Human Rights Cell acknowledged Sarla’s right but advised him to seek remedy from appropriate legal forum. NCHR summoned the banking authorities, which said Sarla had never been the employee of the bank. When pressed to give this reply in writing as Sarla insisted he had served at its seven different branches, the bank didn’t respond. Responding to Pakistan Citizen Portal, the bank president took the same view but said, “However, matter is being deliberated at senior management and board of directors level to resolve the issue. As and when any decision taken by them, it shall be conveyed accordingly.” Thus, there is no definitive timeframe to address the grievance. Banking and federal ombudsmen said helping in the provision of service record was beyond their jurisdiction.

As Sarla’s RTI application went unanswered, the matter was finally taken up by Pakistan Information Commission (PIC) which deals with the complaints where RTI requests filed to federal entities are not entertained by the organisations concerned. When served with a notice to give reason for not responding to the applicant’s request, the bank came up with an excuse unrelated to the matter under question.

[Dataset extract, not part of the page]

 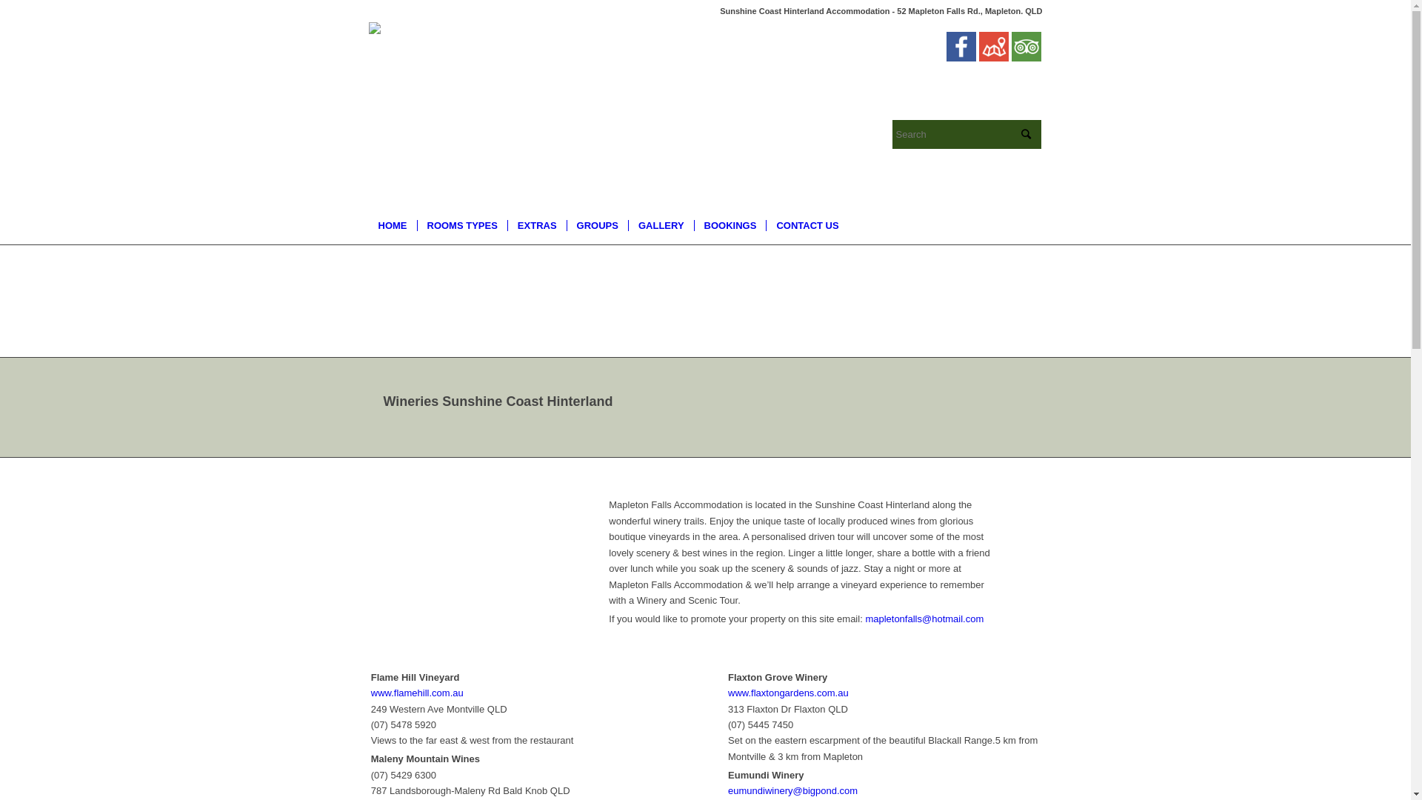 I want to click on GALLERY, so click(x=661, y=226).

It said that under State Bank’s regulations, the bank is required to maintain for a minimum period of five years “all necessary records on transaction, both domestic and international.”

The PIC took exception to this non-serious response and said the applicant’s service record was under question, not any monetary transaction. It further noted that destroying service record is a punishable offence as this is a public record of an employee and he can ask for it under section 6 (C) of the Right of Access to Information Act 2017. Also the fact remains that public record can’t be destroyed or disposed of without the consent of Director General of National Archive as per The National Archive Act, 1993.

Owing to the foregoing, the PIC ordered the provision of service record within 20 working days of the receipt of the order dated September 5, 2019. More than a month has been passed and the applicant is still waiting to hear from the bank. As a future course of action, the PIC will serve a show-cause notice on the bank, which has not reported its compliance. The PIC can proceed against the bank as it has judicial powers to do so. Meanwhile, Sarla is waiting with fingers crossed. He has turned 55 years now and his fate still hangs in the balance.

Providing him record means the bank will then be asked to regularise his services and of other former daily-wage employees who are also demanding the record. A 2004 Supreme Court verdict in Ikram Bari case had declared that the bank was under obligation to regularise daily-wage employees who have served there at least for three years.